Even so, she struggled to see his addition to the group as positive.

Everyone else had welcomed him without any apparent misgivings, and he’d accepted the terms of the book group without further argument, but there was something unnerving her about the last couple of hours.

Surely it couldn’t just be that there weren’t quite enough comfortable chairs?

Whatever it was, she couldn’t quite put her finger on it other than sensing a jittery feeling in the pit of her stomach.

Suddenly drained of energy, she pushed her weary legs to the end of Hare and Billet Road, then made the last effort up Dartmouth Grove to the approach of the two-bedroom flat she’d bought for her and Jack almost twenty years ago, in an Art Deco mansion block.
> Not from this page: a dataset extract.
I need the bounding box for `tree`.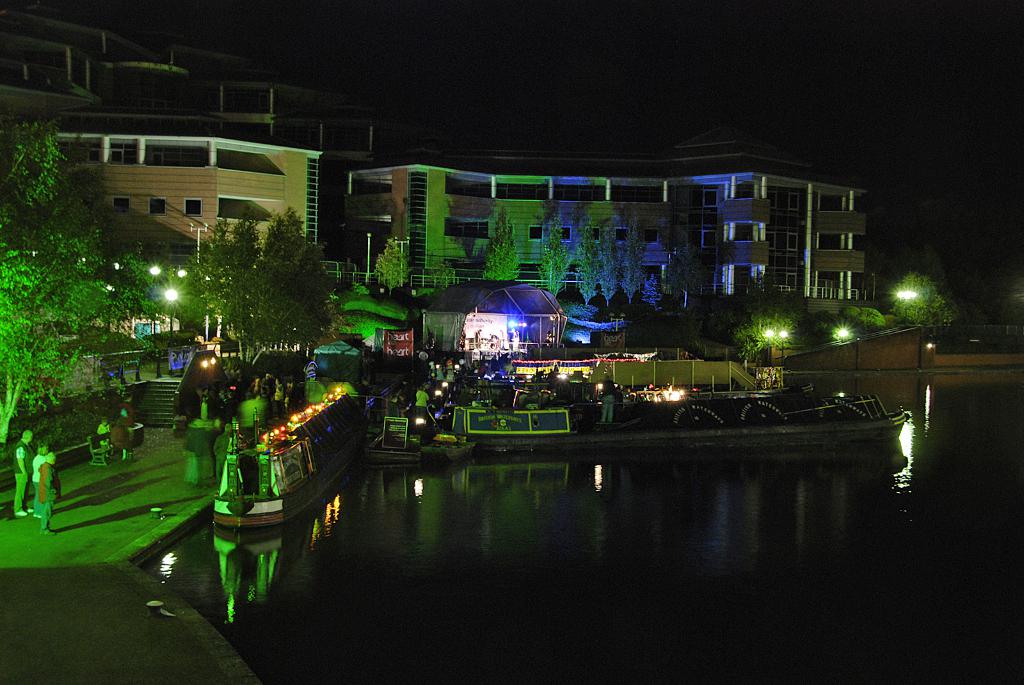
Here it is: [left=621, top=220, right=648, bottom=306].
She always thought mansion block was a grandiose term for the building which was originally constructed as a nurses’ home, and then became, fittingly she thought, a home for single mothers.

Admittedly, the facade and communal areas did look far better since the renovation, but back when she bought it, it was a shock to find herself there.

After she and Andrew married, they’d bought a small, terraced house in nearby Hither Green.

She adored their home. After her fertility battle, and the failed rounds of IVF, finally having Jack felt like the fairytale ending at last. She’d decorated the nursery and anticipated their son growing out of his cot and into a toddler bed, then a single bed, all under that same roof, with his mummy and daddy and a life full of love.

But where she saw a happy ending, Andrew found disappointment and dissatisfaction.

He’d discovered a steady life with a wife and child wasn’t what he wanted after all.

He wanted a different story: a new, more exciting, more unpredictable one.

One without two of the main characters, her and Jack, in it.

He shattered her dreams of a happy-ever-after and left her to bring up their hard-won child on her own.

Already exhausted from becoming a new mother, Erin went through the next months shell-shocked.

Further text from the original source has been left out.